Lilly to end development of lupus drug after trial failure
Tabalumab was expected to generate about $250 million to $300 million a year in sales in several years.
Tabalumab was expected to generate about $250 million to $300 million a year in sales in several years.
That’s a 9-percent reduction from the government’s May estimate of 8 million, which reflected only how many people had signed up, not how many had paid and were enrolled in the coverage.
The agency on Thursday cleared the drug, Trulicity, as a weekly injection to improve blood sugar control in patients with type 2 diabetes, which affects more than 26 million Americans.
Drugmakers, including Eli Lilly and Co., should conduct new trials to assess the heart risks of testosterone therapies used by millions of men last year, advisers to U.S. regulators said.
Testosterone supplements used last year by about 2.3 million men are spurring debates over how necessary and safe they may be, even as U.S. regulators consider approving a new product.
Lilly is finally putting meat on the bones of its predictions about its experimental diabetes and cancer drugs. That gives investors the certainty they crave that Lilly’s future revenue won’t remain in its 2014 doldrums.
Eli Lilly and Co. said Friday its potential colorectal cancer drug Cyramza helped patients on chemotherapy with advanced cases of the disease survive longer than patients on chemotherapy alone.
European regulators have approved a long-lasting insulin from Eli Lilly and Co. and German drugmaker Boehringer Ingelheim that is the subject of patent-infringement litigation with French rival Sanofi.
The Indianapolis-based drugmaker said Thursday that peglispro produced statistically significant lower blood sugar levels in patients when compared to people who took the Sanofi insulin Lantus in two late-stage studies of people with type 1 diabetes.
Takeda Pharmaceutical Co. and Eli Lilly and Co. lost a bid to have a judge throw out a combined $9 billion punitive-damage award over claims the drugmakers hid the cancer risks of their Actos diabetes medicine.
A Carmel-based institutional pharmacy plans to invest $8 million expanding its Noblesville operations, which include its headquarters. On Tuesday, it received its second tax-incentive deal from the city in two years.
Final approval could be delayed until mid-2016 due to a claim of patent infringement by drugmaker Sanofi.
A subsidiary of Dublin, Ohio-based Cardinal Health Inc. is seeking tax breaks from the city of Indianapolis to help it open a $14.4 million local drug-production facility that would employ 85 workers by 2017.
Lilly expects to soon announce late-stage clinical trial results for two biotech drugs designed to slow the inflammation caused by autoimmune diseases. By the end of the year, it will announce results for a third.
Founders of Chondrial Therapeutics believe that if further testing validates their treatment for Friedreich’s ataxia, it could be a blockbuster with annual sales topping $1 billion.
The Food and Drug Administration said Friday it will permit Jardiance tablets to be used by adult patients with type 2 diabetes who also are trying to control their condition with diet and exercise.
Results of a Roche clinical trial mirror those produced by an experimental Lilly drug two years ago. Lilly executives say that validates their approach in the multi-billion-dollar race to market the first drug to reverse Alzheimer’s.
Dr. Larry Ley, 68, of Noblesville, was being held on $1 million bond on drug-dealing charges in Hamilton County Jail. A dozen additional suspects, including three other doctors, were either under arrest or being sought by police.
With federal health research funding in decline, Indianapolis-based Regenstrief Institute Inc. wants to make up the difference by serving pharmaceutical companies, medical device makers, health insurers and hospital systems.
The nation's largest pharmacy benefit manager, Express Scripts, is dramatically scaling back its coverage of compounded medications, saying most of the custom-mixed medicines are ineffective or overpriced.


# WHAT YOU WILL DO
If a line includes the word "Processor", it belongs in the count; state the total for the data below and add nothing.
INPUT FOR THIS TASK: Begin
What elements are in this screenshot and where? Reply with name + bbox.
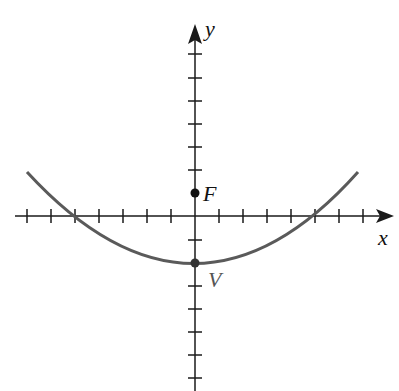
focus-label: F [202,181,217,206]
vertex-label: V [208,267,224,292]
focus-point [191,189,200,198]
parabola-curve [27,172,358,264]
vertex-point [191,259,200,268]
y-axis-label: y [203,16,215,41]
parabola-diagram: y x F V [0,0,399,391]
x-axis-label: x [377,225,388,250]
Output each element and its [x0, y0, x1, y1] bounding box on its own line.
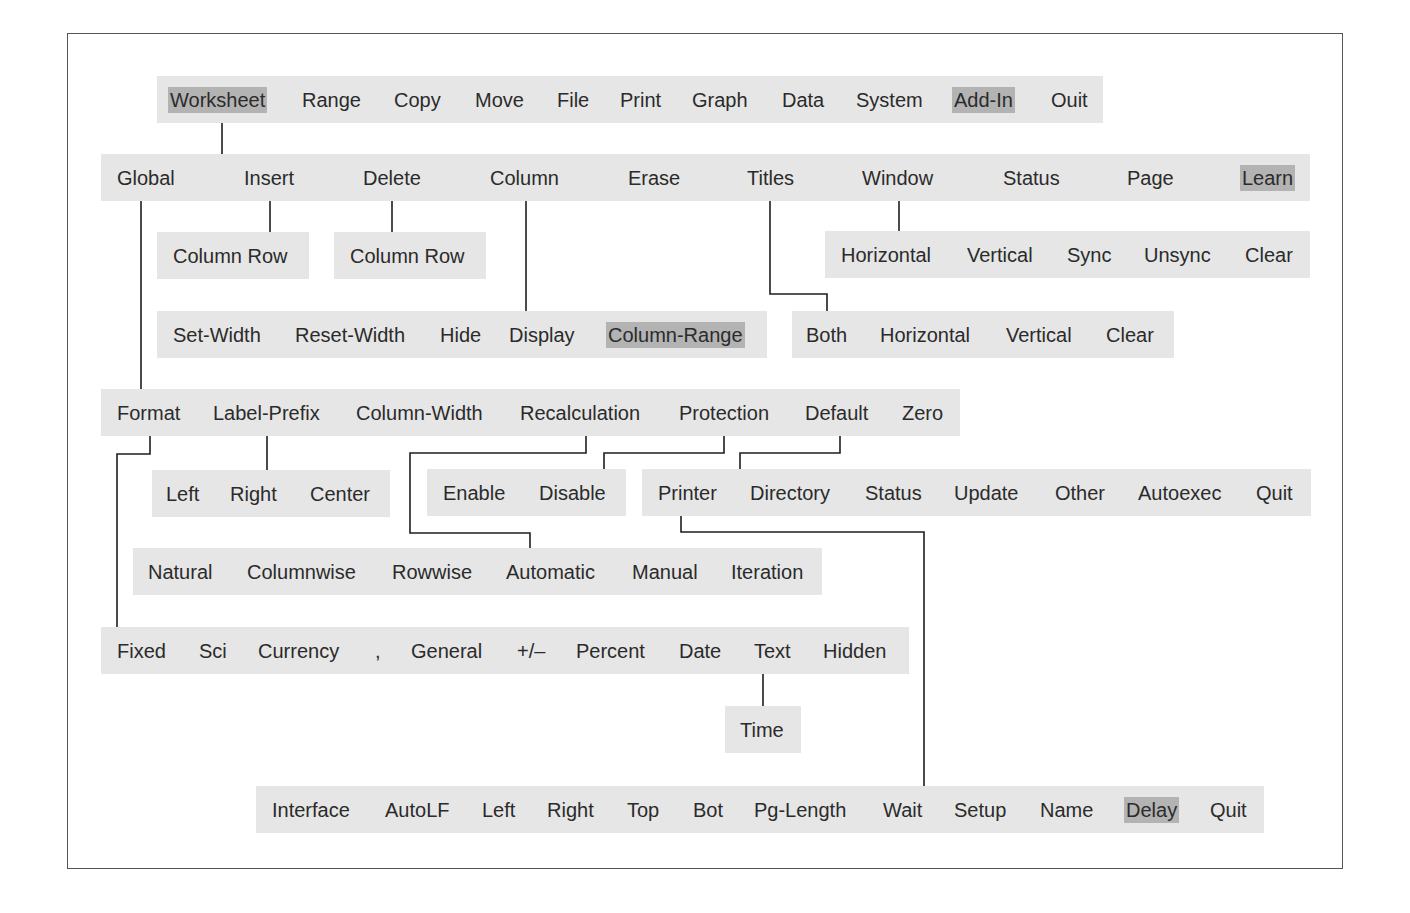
menu-item-titles-vertical[interactable]: Vertical — [1004, 322, 1074, 348]
menu-item-default[interactable]: Default — [803, 400, 870, 426]
menu-item-status[interactable]: Status — [1001, 165, 1062, 191]
menu-item-display[interactable]: Display — [507, 322, 577, 348]
menu-item-printer-wait[interactable]: Wait — [881, 797, 924, 823]
menu-item-default-printer[interactable]: Printer — [656, 480, 719, 506]
menu-item-default-quit[interactable]: Quit — [1254, 480, 1295, 506]
menu-item-format-comma[interactable]: , — [373, 638, 383, 664]
menu-item-format-percent[interactable]: Percent — [574, 638, 647, 664]
menu-item-copy[interactable]: Copy — [392, 87, 443, 113]
global-submenu-bar: Format Label-Prefix Column-Width Recalcu… — [101, 389, 960, 436]
menu-item-label-left[interactable]: Left — [164, 481, 201, 507]
menu-item-window-clear[interactable]: Clear — [1243, 242, 1295, 268]
main-menu-bar: Worksheet Range Copy Move File Print Gra… — [157, 76, 1103, 123]
menu-item-printer-bot[interactable]: Bot — [691, 797, 725, 823]
menu-item-move[interactable]: Move — [473, 87, 526, 113]
menu-item-printer-left[interactable]: Left — [480, 797, 517, 823]
menu-item-titles-horizontal[interactable]: Horizontal — [878, 322, 972, 348]
menu-item-window-vertical[interactable]: Vertical — [965, 242, 1035, 268]
menu-item-format-text[interactable]: Text — [752, 638, 793, 664]
menu-item-insert-column-row[interactable]: Column Row — [171, 243, 289, 269]
menu-item-hide[interactable]: Hide — [438, 322, 483, 348]
menu-item-format-fixed[interactable]: Fixed — [115, 638, 168, 664]
recalculation-submenu-bar: Natural Columnwise Rowwise Automatic Man… — [133, 548, 822, 595]
menu-item-recalc-columnwise[interactable]: Columnwise — [245, 559, 358, 585]
menu-item-range[interactable]: Range — [300, 87, 363, 113]
menu-item-default-autoexec[interactable]: Autoexec — [1136, 480, 1223, 506]
menu-item-default-other[interactable]: Other — [1053, 480, 1107, 506]
menu-item-titles-clear[interactable]: Clear — [1104, 322, 1156, 348]
menu-item-recalc-automatic[interactable]: Automatic — [504, 559, 597, 585]
menu-item-data[interactable]: Data — [780, 87, 826, 113]
menu-item-column[interactable]: Column — [488, 165, 561, 191]
menu-item-file[interactable]: File — [555, 87, 591, 113]
menu-item-delete-column-row[interactable]: Column Row — [348, 243, 466, 269]
menu-item-recalc-natural[interactable]: Natural — [146, 559, 214, 585]
menu-item-page[interactable]: Page — [1125, 165, 1176, 191]
menu-item-window-horizontal[interactable]: Horizontal — [839, 242, 933, 268]
menu-item-label-prefix[interactable]: Label-Prefix — [211, 400, 322, 426]
menu-item-window[interactable]: Window — [860, 165, 935, 191]
menu-item-print[interactable]: Print — [618, 87, 663, 113]
menu-item-recalc-manual[interactable]: Manual — [630, 559, 700, 585]
menu-item-add-in[interactable]: Add-In — [952, 87, 1015, 113]
menu-item-worksheet[interactable]: Worksheet — [168, 87, 267, 113]
menu-item-global[interactable]: Global — [115, 165, 177, 191]
menu-item-format-plus-minus[interactable]: +/– — [515, 638, 547, 664]
menu-item-protection[interactable]: Protection — [677, 400, 771, 426]
menu-item-default-directory[interactable]: Directory — [748, 480, 832, 506]
menu-item-printer-right[interactable]: Right — [545, 797, 596, 823]
menu-item-zero[interactable]: Zero — [900, 400, 945, 426]
menu-item-label-right[interactable]: Right — [228, 481, 279, 507]
menu-item-format-currency[interactable]: Currency — [256, 638, 341, 664]
menu-item-erase[interactable]: Erase — [626, 165, 682, 191]
text-submenu-bar: Time — [725, 706, 801, 753]
default-submenu-bar: Printer Directory Status Update Other Au… — [642, 469, 1311, 516]
menu-item-format[interactable]: Format — [115, 400, 182, 426]
menu-item-insert[interactable]: Insert — [242, 165, 296, 191]
menu-item-titles[interactable]: Titles — [745, 165, 796, 191]
menu-item-format-general[interactable]: General — [409, 638, 484, 664]
format-submenu-bar: Fixed Sci Currency , General +/– Percent… — [101, 627, 909, 674]
menu-item-recalculation[interactable]: Recalculation — [518, 400, 642, 426]
window-submenu-bar: Horizontal Vertical Sync Unsync Clear — [825, 231, 1310, 278]
menu-item-column-range[interactable]: Column-Range — [606, 322, 745, 348]
menu-item-printer-quit[interactable]: Quit — [1208, 797, 1249, 823]
label-prefix-submenu-bar: Left Right Center — [152, 470, 390, 517]
menu-item-default-update[interactable]: Update — [952, 480, 1021, 506]
menu-item-printer-delay[interactable]: Delay — [1124, 797, 1179, 823]
menu-item-text-time[interactable]: Time — [738, 717, 786, 743]
menu-item-default-status[interactable]: Status — [863, 480, 924, 506]
menu-item-protection-enable[interactable]: Enable — [441, 480, 507, 506]
menu-item-graph[interactable]: Graph — [690, 87, 750, 113]
insert-submenu-bar: Column Row — [157, 232, 309, 279]
printer-submenu-bar: Interface AutoLF Left Right Top Bot Pg-L… — [256, 786, 1264, 833]
menu-item-delete[interactable]: Delete — [361, 165, 423, 191]
column-submenu-bar: Set-Width Reset-Width Hide Display Colum… — [157, 311, 767, 358]
delete-submenu-bar: Column Row — [334, 232, 486, 279]
menu-item-printer-setup[interactable]: Setup — [952, 797, 1008, 823]
menu-item-quit[interactable]: Ouit — [1049, 87, 1090, 113]
menu-item-format-hidden[interactable]: Hidden — [821, 638, 888, 664]
menu-item-system[interactable]: System — [854, 87, 925, 113]
menu-item-reset-width[interactable]: Reset-Width — [293, 322, 407, 348]
menu-item-format-sci[interactable]: Sci — [197, 638, 229, 664]
menu-item-printer-interface[interactable]: Interface — [270, 797, 352, 823]
menu-item-printer-autolf[interactable]: AutoLF — [383, 797, 451, 823]
menu-item-column-width[interactable]: Column-Width — [354, 400, 485, 426]
menu-item-protection-disable[interactable]: Disable — [537, 480, 608, 506]
menu-item-printer-pg-length[interactable]: Pg-Length — [752, 797, 848, 823]
worksheet-menu-bar: Global Insert Delete Column Erase Titles… — [101, 154, 1310, 201]
menu-item-label-center[interactable]: Center — [308, 481, 372, 507]
menu-item-printer-top[interactable]: Top — [625, 797, 661, 823]
menu-item-recalc-iteration[interactable]: Iteration — [729, 559, 805, 585]
menu-item-learn[interactable]: Learn — [1240, 165, 1295, 191]
menu-item-titles-both[interactable]: Both — [804, 322, 849, 348]
titles-submenu-bar: Both Horizontal Vertical Clear — [792, 311, 1174, 358]
menu-item-printer-name[interactable]: Name — [1038, 797, 1095, 823]
menu-item-window-sync[interactable]: Sync — [1065, 242, 1113, 268]
menu-item-recalc-rowwise[interactable]: Rowwise — [390, 559, 474, 585]
protection-submenu-bar: Enable Disable — [427, 469, 626, 516]
menu-item-format-date[interactable]: Date — [677, 638, 723, 664]
menu-item-set-width[interactable]: Set-Width — [171, 322, 263, 348]
menu-item-window-unsync[interactable]: Unsync — [1142, 242, 1213, 268]
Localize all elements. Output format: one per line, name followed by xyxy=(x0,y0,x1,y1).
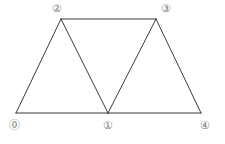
edge-group xyxy=(16,19,201,113)
mesh-edge-1-3 xyxy=(108,19,156,113)
vertex-label-2: ② xyxy=(50,2,64,15)
vertex-label-1: ① xyxy=(101,119,115,132)
mesh-edge-0-2 xyxy=(16,19,61,113)
vertex-label-4: ④ xyxy=(198,119,212,132)
vertex-label-0: ⓪ xyxy=(7,119,21,132)
mesh-edge-3-4 xyxy=(156,19,201,113)
vertex-label-3: ③ xyxy=(159,2,173,15)
mesh-edge-1-2 xyxy=(61,19,108,113)
mesh-diagram-canvas: ⓪①②③④ xyxy=(0,0,225,144)
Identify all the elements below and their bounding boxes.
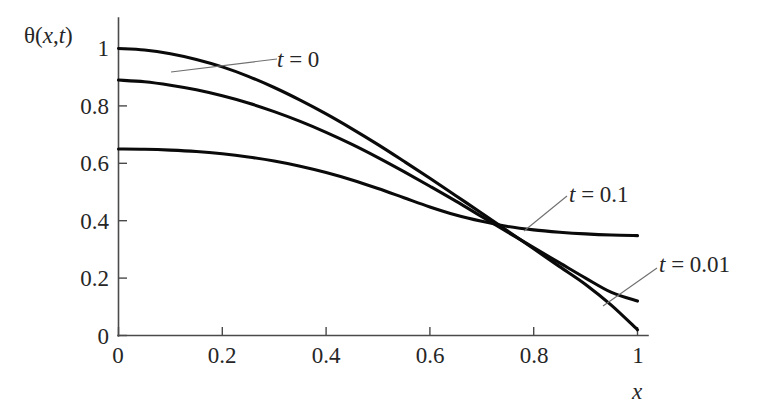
curve-label-t-0-value: = 0	[283, 47, 319, 72]
leader-line-t-0	[171, 59, 277, 72]
x-tick-label-5: 1	[632, 344, 644, 367]
curve-label-t-0.01-value: = 0.01	[665, 252, 730, 277]
x-tick-label-4: 0.8	[520, 344, 549, 367]
y-tick-label-5: 1	[64, 37, 109, 60]
x-axis-title-text: x	[632, 379, 642, 404]
y-tick-label-1: 0.2	[64, 267, 109, 290]
curve-label-t-0.1: t = 0.1	[569, 183, 629, 206]
curve-label-t-0.1-value: = 0.1	[575, 182, 628, 207]
x-axis-ticks	[119, 327, 638, 336]
curve-label-t-0: t = 0	[277, 48, 319, 71]
x-tick-label-2: 0.4	[312, 344, 341, 367]
y-tick-label-2: 0.4	[64, 210, 109, 233]
x-tick-label-1: 0.2	[208, 344, 237, 367]
x-tick-label-0: 0	[112, 344, 124, 367]
y-tick-label-3: 0.6	[64, 152, 109, 175]
figure-panel: θ(x,t) x 0 0.2 0.4 0.6 0.8 1 1 0.8 0.6 0…	[0, 0, 761, 413]
x-axis-title: x	[632, 380, 642, 403]
x-tick-label-3: 0.6	[416, 344, 445, 367]
y-axis-ticks	[119, 49, 128, 336]
leader-line-t-0.1	[524, 196, 567, 231]
y-tick-label-0: 0	[64, 325, 109, 348]
curve-t-0.1	[119, 149, 638, 236]
curve-label-t-0.01: t = 0.01	[659, 253, 730, 276]
y-tick-label-4: 0.8	[64, 95, 109, 118]
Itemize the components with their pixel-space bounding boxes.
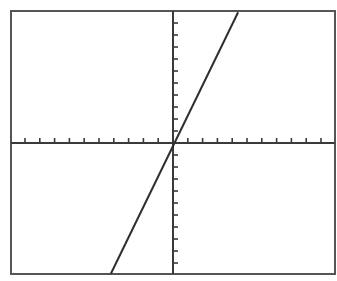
graph-plot xyxy=(0,0,337,281)
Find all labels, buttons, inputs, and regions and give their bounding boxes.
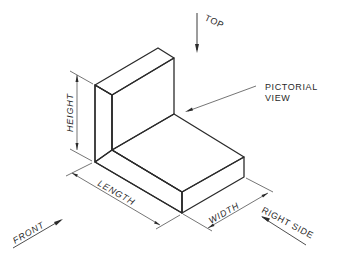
vertical-slab-front-face xyxy=(112,58,174,150)
pictorial-label-line1: PICTORIAL xyxy=(265,82,318,92)
leader-arrow-icon xyxy=(185,108,193,113)
top-label: TOP xyxy=(203,13,225,31)
top-view-arrow xyxy=(195,13,199,53)
front-label: FRONT xyxy=(11,219,47,246)
vertical-slab-left-face xyxy=(95,85,112,162)
pictorial-view-leader xyxy=(185,86,256,112)
height-label: HEIGHT xyxy=(65,92,75,132)
width-label: WIDTH xyxy=(207,200,241,225)
right-side-label: RIGHT SIDE xyxy=(260,205,315,241)
pictorial-view-diagram: HEIGHT LENGTH WIDTH TOP PICTORIAL VIEW F… xyxy=(0,0,340,265)
base-top-face xyxy=(112,114,244,192)
base-front-face-lower xyxy=(95,85,182,213)
pictorial-label-line2: VIEW xyxy=(265,93,290,103)
vertical-slab-top-face xyxy=(95,48,174,95)
arrow-down-icon xyxy=(195,44,199,53)
arrow-up-right-icon xyxy=(54,219,63,226)
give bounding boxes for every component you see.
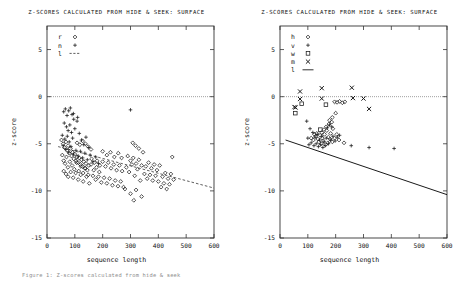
data-point-n bbox=[86, 158, 90, 162]
chart-title: Z-SCORES CALCULATED FROM HIDE & SEEK: SU… bbox=[28, 9, 204, 15]
data-point-n bbox=[77, 132, 81, 136]
data-point-r bbox=[71, 176, 75, 180]
data-point-r bbox=[140, 164, 144, 168]
data-point-r bbox=[165, 187, 169, 191]
chart-legend: rnl bbox=[58, 33, 81, 57]
data-point-r bbox=[137, 147, 141, 151]
data-point-m bbox=[367, 107, 371, 111]
data-point-r bbox=[144, 164, 148, 168]
data-point-r bbox=[81, 180, 85, 184]
scatter-plot-right: Z-SCORES CALCULATED FROM HIDE & SEEK: SU… bbox=[233, 0, 466, 282]
x-axis-tick-label: 200 bbox=[97, 242, 108, 249]
legend-label-r: r bbox=[58, 33, 62, 41]
data-point-m bbox=[298, 89, 302, 93]
data-point-r bbox=[92, 168, 96, 172]
data-point-r bbox=[169, 172, 173, 176]
scatter-plot-left: Z-SCORES CALCULATED FROM HIDE & SEEK: SU… bbox=[0, 0, 233, 282]
legend-label-m: m bbox=[291, 58, 295, 66]
data-point-r bbox=[112, 163, 116, 167]
data-point-v bbox=[324, 136, 328, 140]
legend-diamond-icon bbox=[73, 35, 77, 39]
data-point-r bbox=[133, 174, 137, 178]
legend-square-icon bbox=[306, 52, 310, 56]
data-point-r bbox=[116, 184, 120, 188]
x-axis-tick-label: 100 bbox=[69, 242, 80, 249]
y-axis-tick-label: -5 bbox=[268, 140, 276, 147]
plot-frame bbox=[280, 26, 447, 238]
data-point-v bbox=[349, 144, 353, 148]
legend-label-w: w bbox=[291, 50, 295, 58]
data-point-w bbox=[294, 111, 298, 115]
data-point-m bbox=[298, 97, 302, 101]
data-point-r bbox=[115, 168, 119, 172]
data-point-n bbox=[72, 117, 76, 121]
data-point-v bbox=[367, 146, 371, 150]
y-axis-label: z-score bbox=[243, 118, 251, 146]
x-axis-tick-label: 0 bbox=[278, 242, 282, 249]
y-axis-tick-label: -10 bbox=[31, 187, 42, 194]
y-axis-tick-label: -10 bbox=[264, 187, 275, 194]
series-m bbox=[292, 86, 371, 111]
data-point-n bbox=[84, 135, 88, 139]
data-point-r bbox=[95, 165, 99, 169]
data-point-n bbox=[71, 136, 75, 140]
data-point-r bbox=[97, 170, 101, 174]
data-point-r bbox=[76, 178, 80, 182]
y-axis-tick-label: 0 bbox=[38, 93, 42, 100]
data-point-r bbox=[94, 178, 98, 182]
chart-legend: hvwml bbox=[291, 33, 314, 74]
data-point-r bbox=[152, 163, 156, 167]
data-point-h bbox=[335, 132, 339, 136]
data-point-v bbox=[312, 144, 316, 148]
chart-panel-left: Z-SCORES CALCULATED FROM HIDE & SEEK: SU… bbox=[0, 0, 233, 282]
data-point-m bbox=[350, 86, 354, 90]
y-axis-tick-label: 0 bbox=[271, 93, 275, 100]
data-point-n bbox=[129, 108, 133, 112]
data-point-n bbox=[62, 110, 66, 114]
data-point-r bbox=[69, 170, 73, 174]
data-point-r bbox=[129, 159, 133, 163]
data-point-r bbox=[104, 164, 108, 168]
data-point-n bbox=[69, 106, 73, 110]
data-point-v bbox=[311, 131, 315, 135]
data-point-r bbox=[120, 169, 124, 173]
data-point-w bbox=[300, 102, 304, 106]
data-point-r bbox=[109, 166, 113, 170]
data-point-n bbox=[88, 153, 92, 157]
data-point-r bbox=[120, 156, 124, 160]
data-point-r bbox=[134, 188, 138, 192]
data-point-r bbox=[159, 185, 163, 189]
data-point-r bbox=[170, 155, 174, 159]
trend-line bbox=[286, 140, 447, 195]
data-point-n bbox=[61, 133, 65, 137]
data-point-v bbox=[309, 141, 313, 145]
data-point-r bbox=[117, 164, 121, 168]
x-axis-tick-label: 500 bbox=[181, 242, 192, 249]
x-axis-tick-label: 300 bbox=[125, 242, 136, 249]
data-point-m bbox=[320, 86, 324, 90]
data-point-r bbox=[108, 177, 112, 181]
data-point-v bbox=[308, 127, 312, 131]
data-point-v bbox=[331, 134, 335, 138]
data-point-h bbox=[329, 132, 333, 136]
data-point-h bbox=[334, 111, 338, 115]
data-point-n bbox=[62, 121, 66, 125]
data-point-r bbox=[91, 174, 95, 178]
data-point-r bbox=[116, 151, 120, 155]
legend-label-l: l bbox=[58, 50, 62, 58]
data-point-r bbox=[60, 138, 64, 142]
data-point-v bbox=[392, 147, 396, 151]
data-point-r bbox=[109, 150, 113, 154]
data-point-r bbox=[149, 166, 153, 170]
data-point-r bbox=[129, 192, 133, 196]
data-point-h bbox=[330, 115, 334, 119]
data-point-w bbox=[324, 103, 328, 107]
data-point-r bbox=[138, 179, 142, 183]
data-point-r bbox=[163, 171, 167, 175]
data-point-r bbox=[99, 181, 103, 185]
data-point-r bbox=[155, 168, 159, 172]
x-axis-tick-label: 100 bbox=[302, 242, 313, 249]
data-point-r bbox=[166, 177, 170, 181]
data-point-r bbox=[105, 153, 109, 157]
x-axis-label: sequence length bbox=[87, 256, 147, 264]
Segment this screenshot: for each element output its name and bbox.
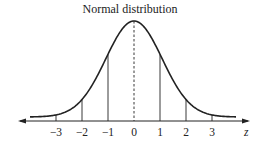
axis-arrow-left-icon bbox=[18, 119, 26, 124]
tick-label: −2 bbox=[76, 126, 88, 138]
tick-labels: −3−2−10123 bbox=[50, 126, 215, 138]
axis-arrow-right-icon bbox=[242, 119, 250, 124]
tick-label: 1 bbox=[157, 126, 163, 138]
normal-distribution-diagram: −3−2−10123 z bbox=[0, 0, 260, 148]
tick-label: 2 bbox=[183, 126, 189, 138]
tick-label: 0 bbox=[131, 126, 137, 138]
axis-label-z: z bbox=[243, 126, 249, 138]
sigma-lines bbox=[56, 21, 212, 121]
tick-label: −1 bbox=[102, 126, 114, 138]
tick-label: 3 bbox=[209, 126, 215, 138]
tick-label: −3 bbox=[50, 126, 62, 138]
bell-curve bbox=[30, 21, 236, 117]
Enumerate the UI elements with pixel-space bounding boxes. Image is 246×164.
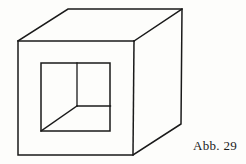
front-face-fill (18, 41, 134, 155)
figure-caption: Abb. 29 (193, 138, 237, 154)
front-face-right-edge (133, 41, 134, 155)
figure-container: Abb. 29 (0, 0, 246, 164)
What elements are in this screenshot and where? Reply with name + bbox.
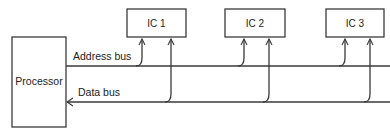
data-bus-label: Data bus bbox=[78, 86, 120, 98]
data-bus: Data bus bbox=[67, 86, 390, 106]
data-branch-ic-1 bbox=[165, 39, 174, 102]
processor-label: Processor bbox=[15, 75, 63, 87]
address-bus: Address bus bbox=[66, 50, 390, 66]
ic-2-label: IC 2 bbox=[246, 18, 265, 29]
address-branch-ic-3 bbox=[339, 39, 348, 66]
ic-2-block: IC 2 bbox=[225, 9, 285, 37]
address-bus-label: Address bus bbox=[73, 50, 131, 62]
data-branch-line-ic-1 bbox=[165, 39, 171, 102]
ic-1-block: IC 1 bbox=[127, 9, 186, 37]
bus-diagram: Processor IC 1 IC 2 IC 3 Address bus Dat… bbox=[0, 0, 390, 132]
address-branch-ic-2 bbox=[238, 39, 247, 66]
data-branch-ic-3 bbox=[364, 39, 373, 102]
address-branch-ic-1 bbox=[136, 39, 145, 66]
data-branch-ic-2 bbox=[263, 39, 272, 102]
processor-block: Processor bbox=[12, 37, 66, 127]
address-branch-line-ic-1 bbox=[136, 39, 142, 66]
address-branch-line-ic-2 bbox=[238, 39, 244, 66]
ic-3-label: IC 3 bbox=[346, 18, 365, 29]
ic-1-label: IC 1 bbox=[147, 18, 166, 29]
data-branch-line-ic-2 bbox=[263, 39, 269, 102]
ic-3-block: IC 3 bbox=[326, 9, 384, 37]
data-branch-line-ic-3 bbox=[364, 39, 370, 102]
address-branch-line-ic-3 bbox=[339, 39, 345, 66]
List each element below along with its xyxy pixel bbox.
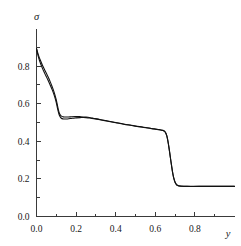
chart-figure: σ y 0.00.20.40.60.80.00.20.40.60.8: [0, 0, 241, 246]
y-axis-label: σ: [34, 11, 40, 22]
y-tick-label: 0.0: [18, 212, 30, 222]
x-tick-label: 0.4: [110, 224, 122, 234]
y-tick-label: 0.6: [18, 99, 30, 109]
x-axis-label: y: [225, 228, 231, 239]
curves-group: [37, 49, 235, 187]
axes-group: [37, 29, 235, 217]
x-tick-label: 0.2: [70, 224, 82, 234]
tick-labels-group: 0.00.20.40.60.80.00.20.40.60.8: [18, 62, 201, 234]
line-chart-plot: σ y 0.00.20.40.60.80.00.20.40.60.8: [0, 0, 241, 246]
x-tick-label: 0.6: [149, 224, 161, 234]
y-tick-label: 0.4: [18, 137, 30, 147]
y-tick-label: 0.2: [18, 174, 30, 184]
ticks-group: [37, 47, 215, 216]
data-curve: [37, 49, 235, 187]
y-tick-label: 0.8: [18, 62, 30, 72]
x-tick-label: 0.0: [31, 224, 43, 234]
x-tick-label: 0.8: [189, 224, 201, 234]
INPUT FOR THIS TASK: End
# EXERCISE OUTPUT
3